EDITOR'S FOREWORD
This volume continues the topographical description of Northamptonshire
parishes from the point at which work was suspended after the publication of
Volume IV of the History in 1937. It deals with about a dozen rural parishes in the
extreme south of the county, adjoining the Buckinghamshire border.
Work on V.C.H. in Northamptonshire was resumed in September 1996 under a
tripartite agreement between the Institute of Historical Research of the University
of London, Nene College of Higher Education (now University College, Northampton) and the Northamptonshire Victoria County History Trust. This agreement terminated in August 2000, when the contracts of employment of the county
editor and assistant editor at the College were not renewed. The volume was
completed under a compromise agreement between the College and its two former
staff, which expired in December 2001, when work on the Northamptonshire
History was once again suspended.

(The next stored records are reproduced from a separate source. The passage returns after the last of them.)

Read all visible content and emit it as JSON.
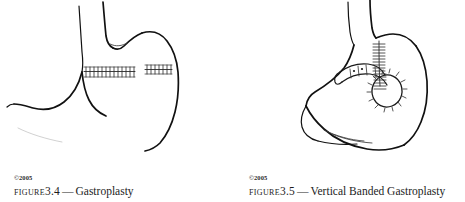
{
  "page": {
    "background_color": "#ffffff",
    "ink_color": "#111111",
    "width": 465,
    "height": 202
  },
  "figures": [
    {
      "id": "figure-3-4",
      "copyright": "©2005",
      "label": "Figure",
      "number": "3.4",
      "dash": "—",
      "title": "Gastroplasty",
      "caption_full": "Figure 3.4 — Gastroplasty",
      "illustration": {
        "subject": "stomach",
        "view": "anterior line drawing",
        "features": [
          "esophagus",
          "cardiac notch",
          "fundus",
          "gastric body",
          "greater curvature",
          "lesser curvature",
          "pylorus",
          "duodenum",
          "horizontal staple line"
        ],
        "staple_lines": [
          {
            "name": "horizontal-staple-line-medial",
            "orientation": "horizontal",
            "tick_count": 13
          },
          {
            "name": "horizontal-staple-line-lateral",
            "orientation": "horizontal",
            "tick_count": 7
          }
        ]
      }
    },
    {
      "id": "figure-3-5",
      "copyright": "©2005",
      "label": "Figure",
      "number": "3.5",
      "dash": "—",
      "title": "Vertical Banded Gastroplasty",
      "caption_full": "Figure 3.5 — Vertical Banded Gastroplasty",
      "illustration": {
        "subject": "stomach",
        "view": "anterior line drawing",
        "features": [
          "esophagus",
          "cardiac notch",
          "fundus",
          "gastric pouch",
          "gastric body",
          "greater curvature",
          "lesser curvature",
          "pylorus",
          "duodenum",
          "vertical staple line",
          "restrictive band",
          "stoma"
        ],
        "staple_lines": [
          {
            "name": "vertical-staple-line",
            "orientation": "vertical",
            "tick_count": 16
          }
        ],
        "band": {
          "name": "restrictive-band",
          "description": "band encircling the outlet below the pouch"
        },
        "stoma": {
          "name": "stoma-opening",
          "description": "small outlet ringed with radiating marks"
        }
      }
    }
  ]
}
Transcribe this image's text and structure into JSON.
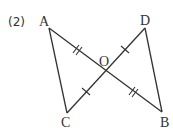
{
  "problem_number": "(2)",
  "points": {
    "A": {
      "label": "A",
      "x": 49,
      "y": 28
    },
    "B": {
      "label": "B",
      "x": 162,
      "y": 112
    },
    "C": {
      "label": "C",
      "x": 67,
      "y": 113
    },
    "D": {
      "label": "D",
      "x": 145,
      "y": 28
    },
    "O": {
      "label": "O",
      "x": 106,
      "y": 70
    }
  },
  "segments": [
    "AB",
    "CD",
    "AC",
    "DB"
  ],
  "equal_marks": {
    "double": [
      "AO",
      "OB"
    ],
    "single": [
      "CO",
      "OD"
    ]
  },
  "colors": {
    "stroke": "#333333",
    "background": "#ffffff"
  }
}
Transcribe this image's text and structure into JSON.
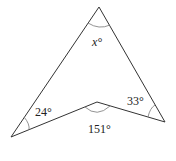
{
  "figure": {
    "type": "concave-quadrilateral-angle-problem",
    "vertices": {
      "apex": [
        99,
        7
      ],
      "bottom_left": [
        11,
        137
      ],
      "inner_notch": [
        97,
        102
      ],
      "right": [
        165,
        122
      ]
    },
    "labels": {
      "apex_angle": "x°",
      "bottom_left_angle": "24°",
      "right_angle": "33°",
      "notch_angle": "151°"
    },
    "colors": {
      "edge": "#333333",
      "arc": "#777777",
      "text": "#222222"
    }
  }
}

The book has been seen through the press by
the former county editor.
In addition to those mentioned in the footnotes, who have helped with individual
chapters, sincere thanks are due to the staff of the Northamptonshire Record Office
and other repositories; to Mr. Peter Moyse, who took most of the photographs for
the plates; to the Trustees of the Arnold Charity and the Society of Merchant
Venturers of Bristol for access to records in their custody; to Dr. John Blair of The
Queen's College, Oxford (who revised the architectural descriptions of the
churches); and to students who attended continuing education classes conducted
by the former county editor at the Northamptonshire Record Office.
The accounts of individual parishes have been written jointly by the former
county editor and his assistant, with Dr. Insley taking responsibility chiefly for the
sections on manors and the church. The arrangement of the material in general
follows the well established principles of the History, although by way of
innovation a longer and more discursive introduction to the hundred as a whole
has been included, together with a separate account of the honor of Grafton, which
between 1542 and 1920 was by far the most important landed estate in the district.